Comment by coldtea
Comment by coldtea a day ago
[flagged]
Comment by coldtea a day ago
[flagged]
Running a code test doesn't require firing a rocket.
How would you test a rocket?
You test components in isolation, you test integration of components, you run simulations of the entire rocket, and finally you test the rocket launch.
You’ll catch issues along the way, but you can’t catch all of them before a full launch test. That’s why there are launch tests.
This can get as far as the test plan is complete, multiply iterated under different interface conditions and thorough. And you are still relying upon the adherence of the simulated models to the physical reality.
Real tests do all of this at once with no option to escape reality.
Again, one thing is automating thorough software tests, another one is testing physical stuff.
This is the programmer fallacy if you have a bunch of code passing unit tests, it’s going to work when combined.
Launching a rocket is far more complex than shipping a release.
It is more like an "all or nothing" process.
I truly hope that if you ever design a rocket yourself, that you will test it. I have no idea why you'd think testing is a terrible thing to do if it has to do with rockets.
He just means MORE checking for leaks.
They already implemented a whole host of changes to the vehicles after the first test back in 2023. There's a list of corrective actions here.
Even NASA years into their existence has suffered catastrophic fatal failures. Even with the best and most knowledgeable experts working on it we are ultimately still in the infancy of space flight. Just like airlines every incident we try and understand the cause and prevent it from happening again. Lastly what they are doing is incredibly difficult with probably thousands of things that could go wrong. I think they are doing an amazing job and hope one day, even if I miss it, that space flight becomes acceptable to all who wish to go to space.
The history of rocketry goes much further back than the space shuttle. The shuttle was supposed to be a step towards reusability but didn’t succeed or progress the way they thought it would. Starship is continuing that dream of full reusability and their approach is working. You can’t plan everything on paper when it comes to hardware especially when attempting things that have never been done before, you just don’t have the data in that case. You have to build prototypes and test them to destruction. All manufacturers do this.
In hindsight yes. The trick is knowing which of the thousands of things to do are necessary. And yes, that’s how you end up with preflight checklists
Can you name a space company with less failures? Also I think it is unfair to even compare SpaceX to anything else, because of the insane amount of starts / tests combined unparalleled creativity.
According to this website their current success rate is 99,18%. That's a good number I guess? Considering other companies did not even land their stages for years.
https://spaceinsider.tech/2024/07/31/ula-vs-spacex/#:~:text=....
It says right there in your source that that figure refers to Falcon in particular. For comparison, Starship's current track record is 3/7 launch failures (+1 landing failure).
There's an order of magnitude difference between them. If they were cars, it'd be like comparing the smallest car you can think of vs one of the biggest tanks ever made.
The usual definition of success for a rocket is getting the payload to the intended orbit. Since Starship doesn't have a payload yet, at least not a real one, its "success rate" is not measuring the same thing.
I'd say that only the 7th mission was legitimately a failure, because there was some rerouting of flights outside the exclusion zone. The other six missions were successful tests since nothing other than the rocket itself was affected.
You cannot compare a mature product to something that is still under initial development.
That would be like comparing a 1-y.o.'s ability to run to a 10-y.o.'s. Of course the younger kid doesn't yet control their legs, but that doesn't mean it's going to stumble and fall forever.
It's just taxpayer money they're blowing up, so it doesn't really matter.
They're blowing up their own money, unless you still count it as being the taxpayer's after the government pays them for launch services.
The savings Spacex has promise of delivering to NASA make every dollar given to them probably an easy 2x-3x ROI.
Without Spacex, the typical cohort of gov contractors would have been happy bleeding NASA dry with one time use rockets that have 10x the launch cost and carry 1/4 the cargo.
It hasn't been disbursed yet (entirely). They get rewards for certain accomplishments.
Starship program is funded in part by NASA as part of Artemis program. So some of this money is ours.
It sounds like he's talking to investors and not to general public.
In my experience in corporate america you communicate efficiency by proclaiming a checklist of things to do - plausible, but not necessarily accurate things - and then let engineers figure it out.
Nobody cares of the original checklist as long as the problem gets resolved. It's weird but it seems very hard to utter statement "I don't have specific answers but we have very capable engineers, I'm sure they will figure it out". It's always better to say (from the top of your head) "To resolve A, we will do X,Y and Z!". Then when A get's resolved, everyone praises the effort. Then when they query what actually was done it's "well we found out in fact what were amiss were I, J K".
Test flights.
My tests keep failing until I fix all of my code, then we deploy to production. If code fails in production than that's a problem.
We could say that rockets are not code. A test run of a Spaceship surely cost much more than a test run of any software on my laptop but tests are still tests. They are very likely to fail and there are things to learn from their failures.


- **ABOUT THIS TASK**: For this exercise, reproduce each entry below exactly, excluding pictures.

- **INPUT DATA**:

╭──

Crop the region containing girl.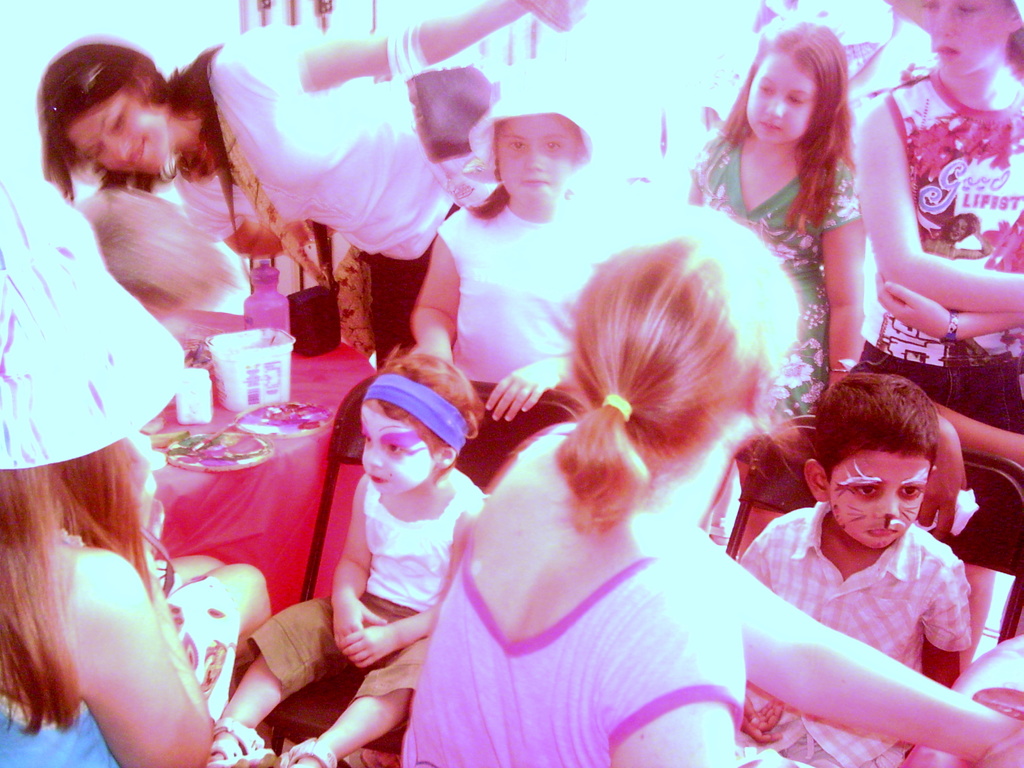
Crop region: [412, 54, 604, 421].
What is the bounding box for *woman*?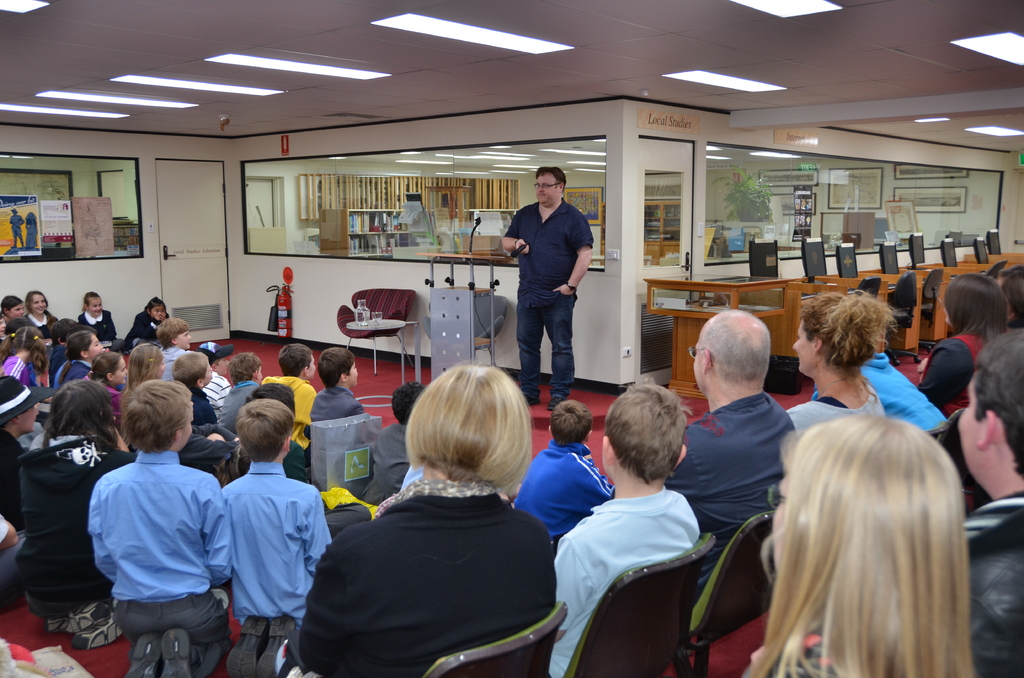
bbox(913, 277, 1009, 415).
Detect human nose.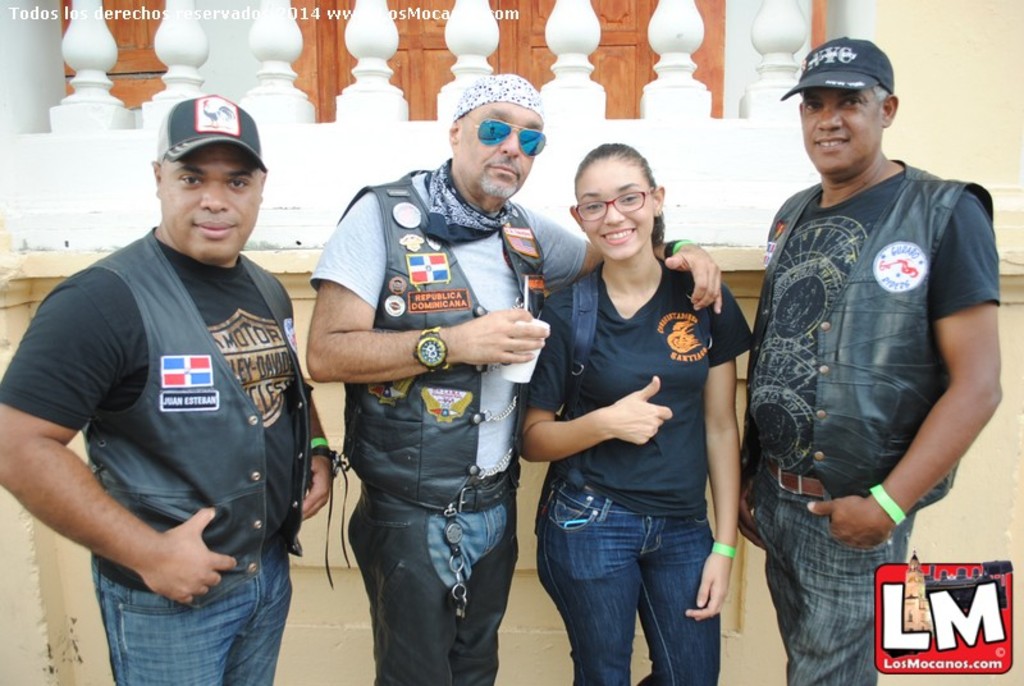
Detected at rect(198, 179, 229, 212).
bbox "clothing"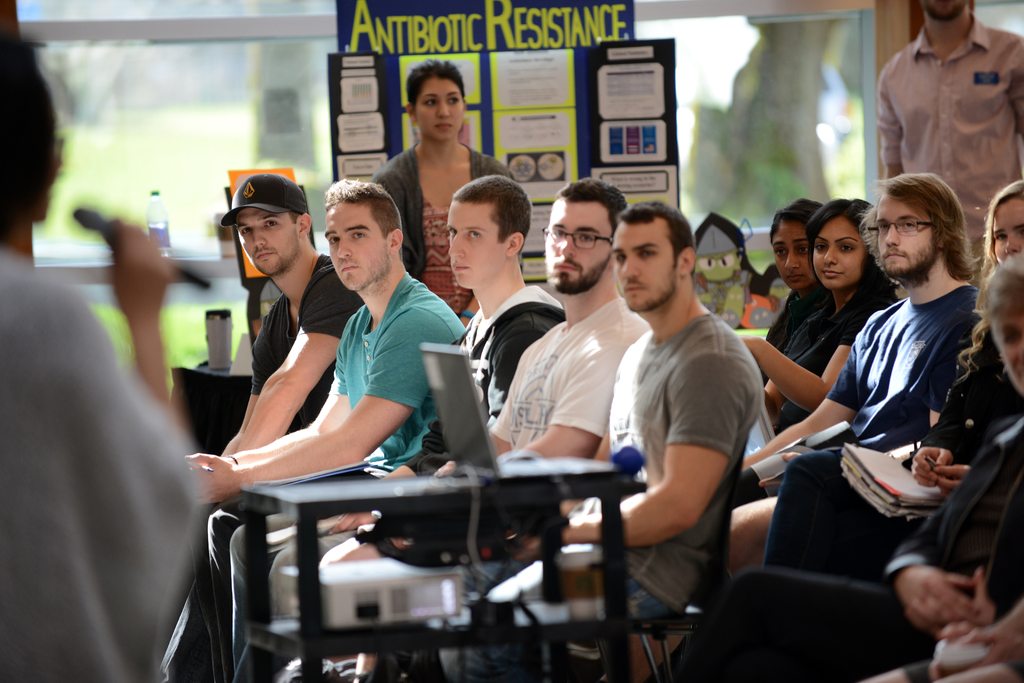
select_region(491, 309, 756, 639)
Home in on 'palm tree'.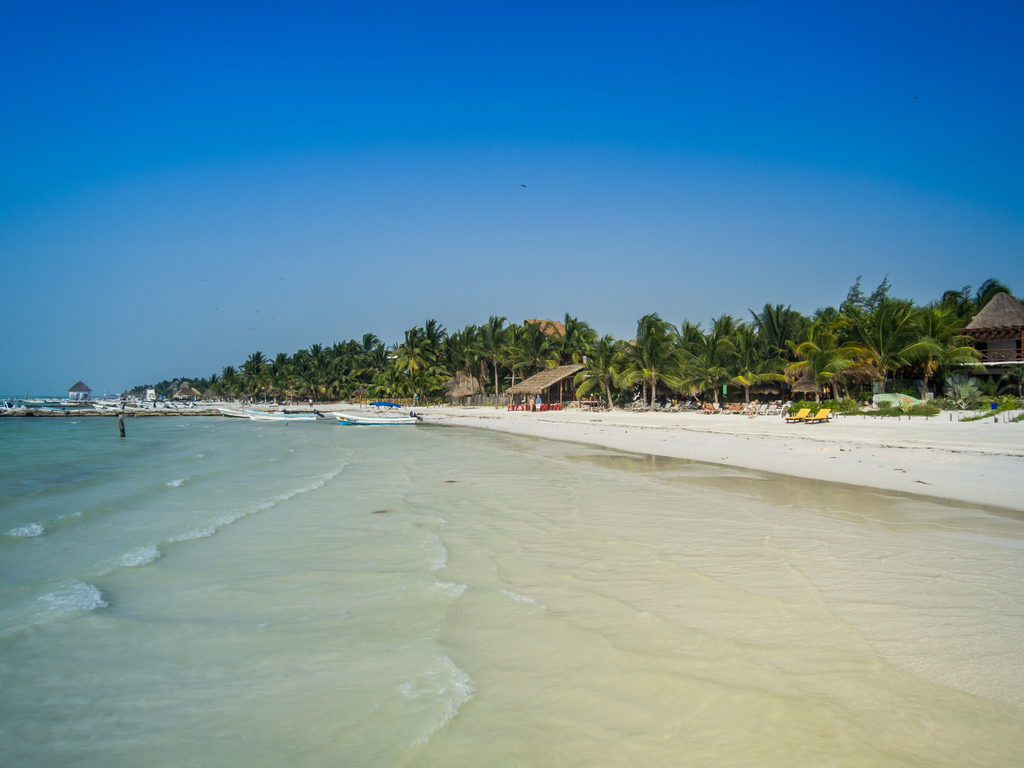
Homed in at box=[405, 327, 463, 401].
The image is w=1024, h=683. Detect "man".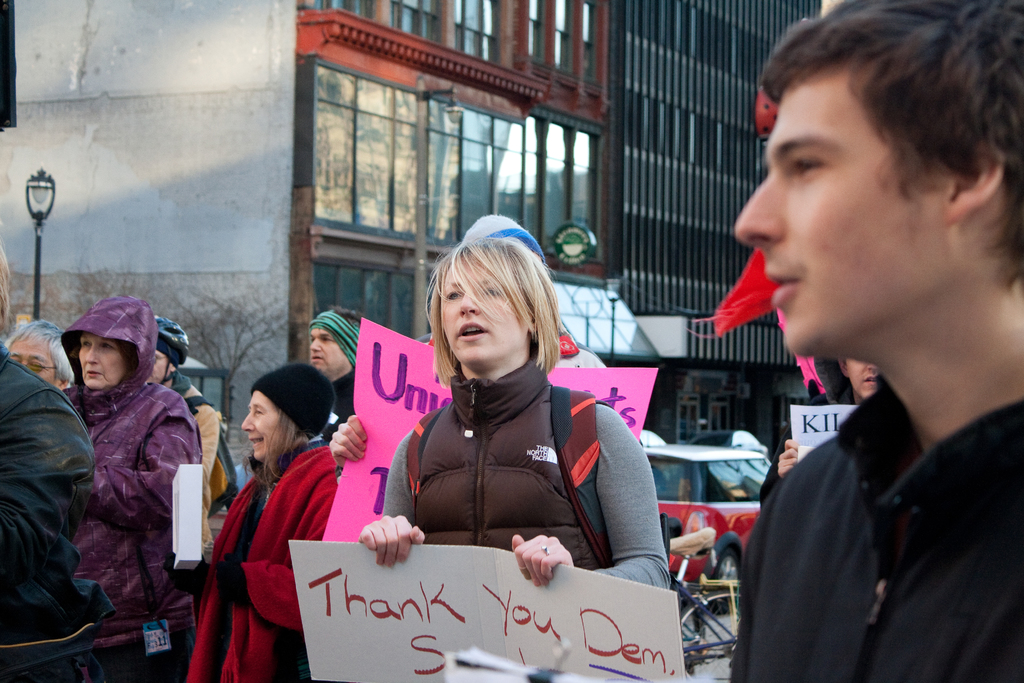
Detection: left=152, top=318, right=225, bottom=473.
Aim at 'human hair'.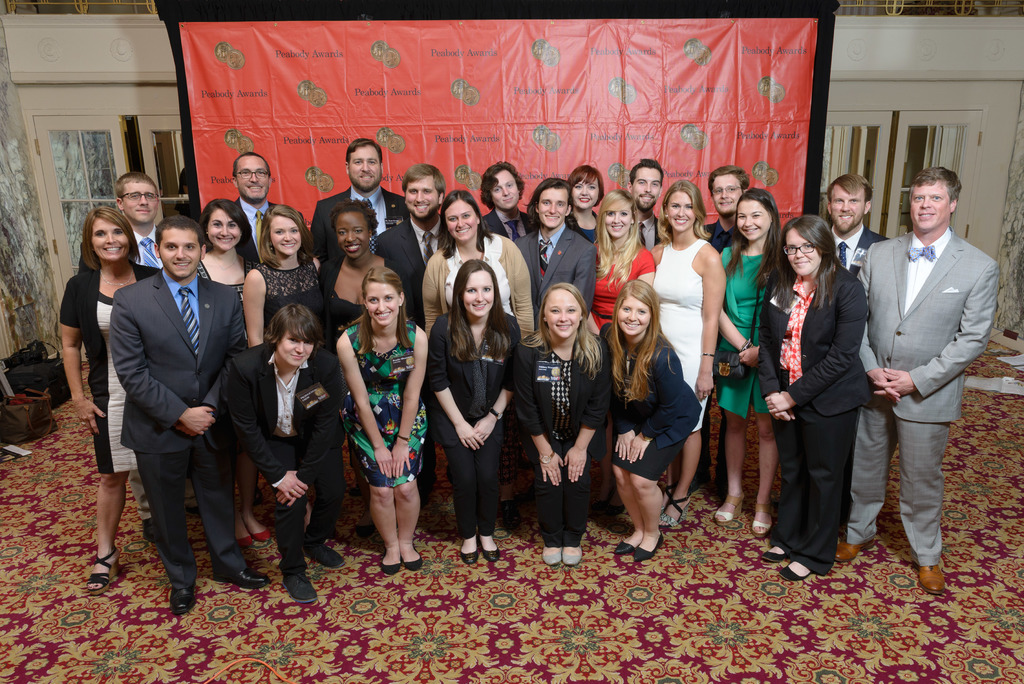
Aimed at 630 156 664 188.
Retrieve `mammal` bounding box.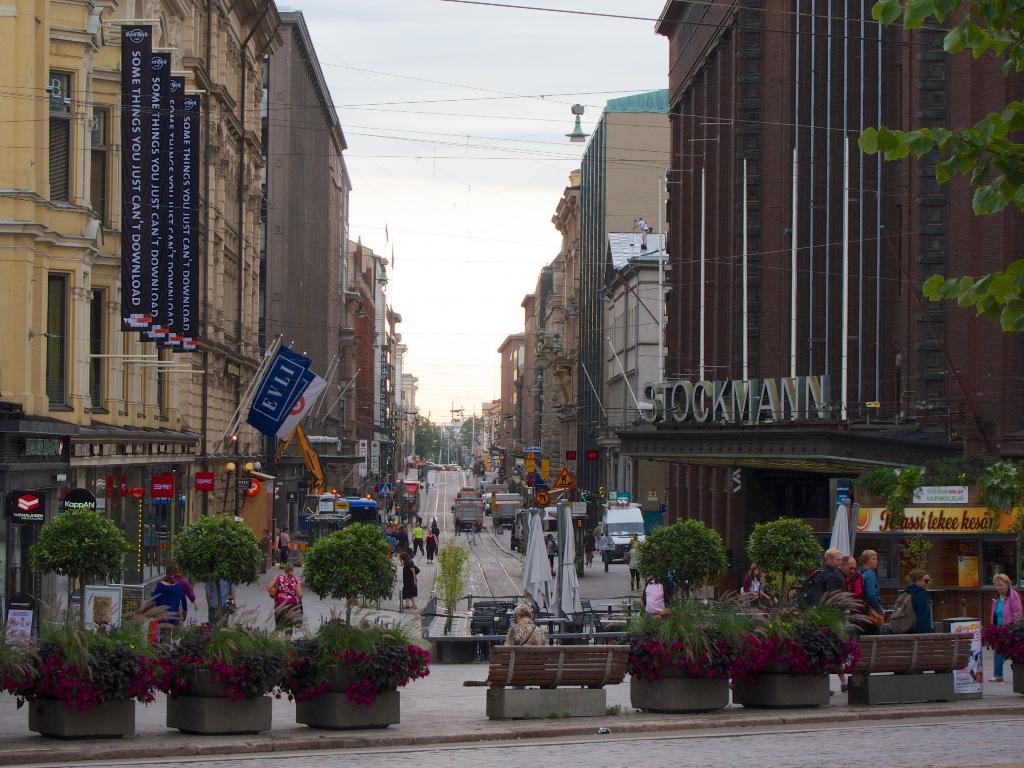
Bounding box: detection(599, 529, 619, 571).
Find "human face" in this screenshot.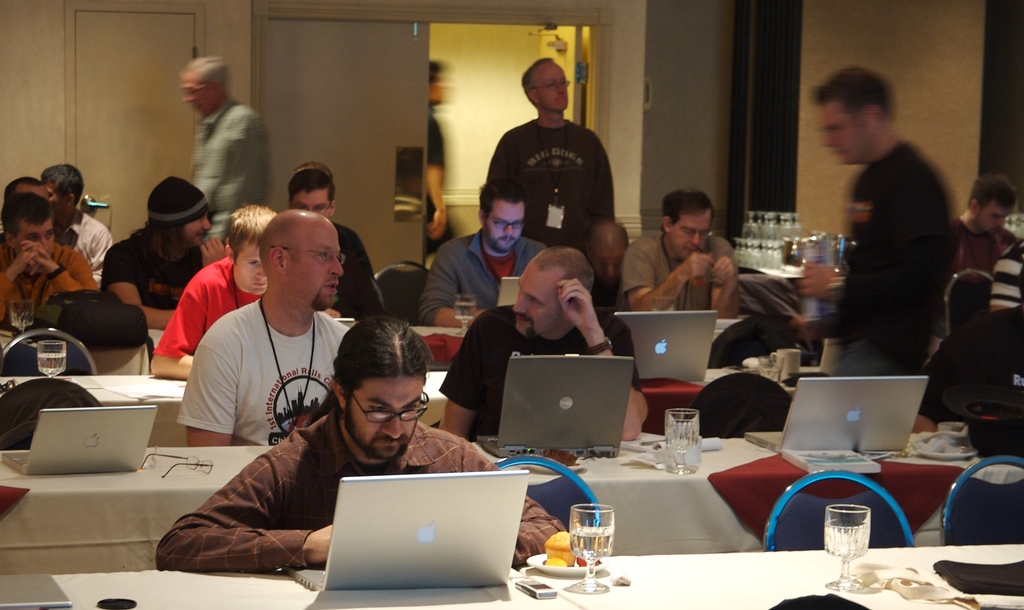
The bounding box for "human face" is x1=296, y1=185, x2=335, y2=225.
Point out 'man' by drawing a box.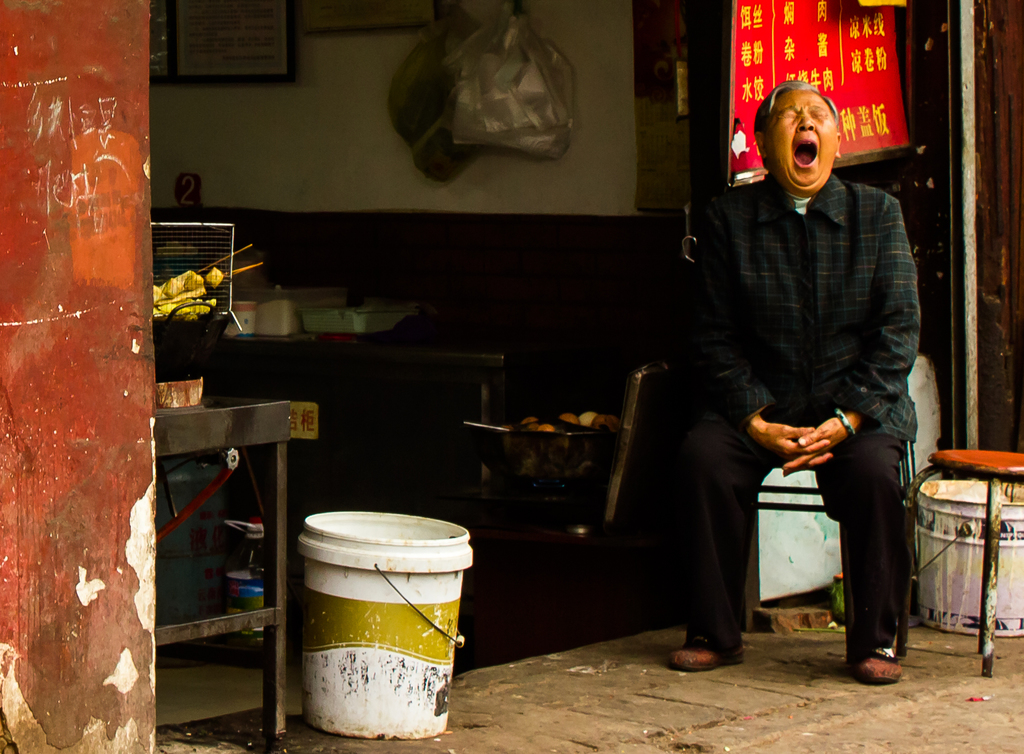
(661, 71, 916, 691).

╰──

- **SOLUTION BELOW**:
Crop the region containing girl.
Crop region: [412, 54, 604, 421].
What is the bounding box for *woman*?
bbox(913, 277, 1009, 415).
Detect human nose.
Detected at rect(198, 179, 229, 212).
bbox "clothing"
select_region(491, 309, 756, 639)
Home in on 'palm tree'.
Homed in at box=[405, 327, 463, 401].
The image is w=1024, h=683. Detect "man".
Detection: left=152, top=318, right=225, bottom=473.
Aim at 'human hair'.
Aimed at 630 156 664 188.
Retrieve `mammal` bounding box.
Bounding box: detection(599, 529, 619, 571).
Find "human face" in this screenshot.
The bounding box for "human face" is x1=296, y1=185, x2=335, y2=225.
Point out 'man' by drawing a box.
(661, 71, 916, 691).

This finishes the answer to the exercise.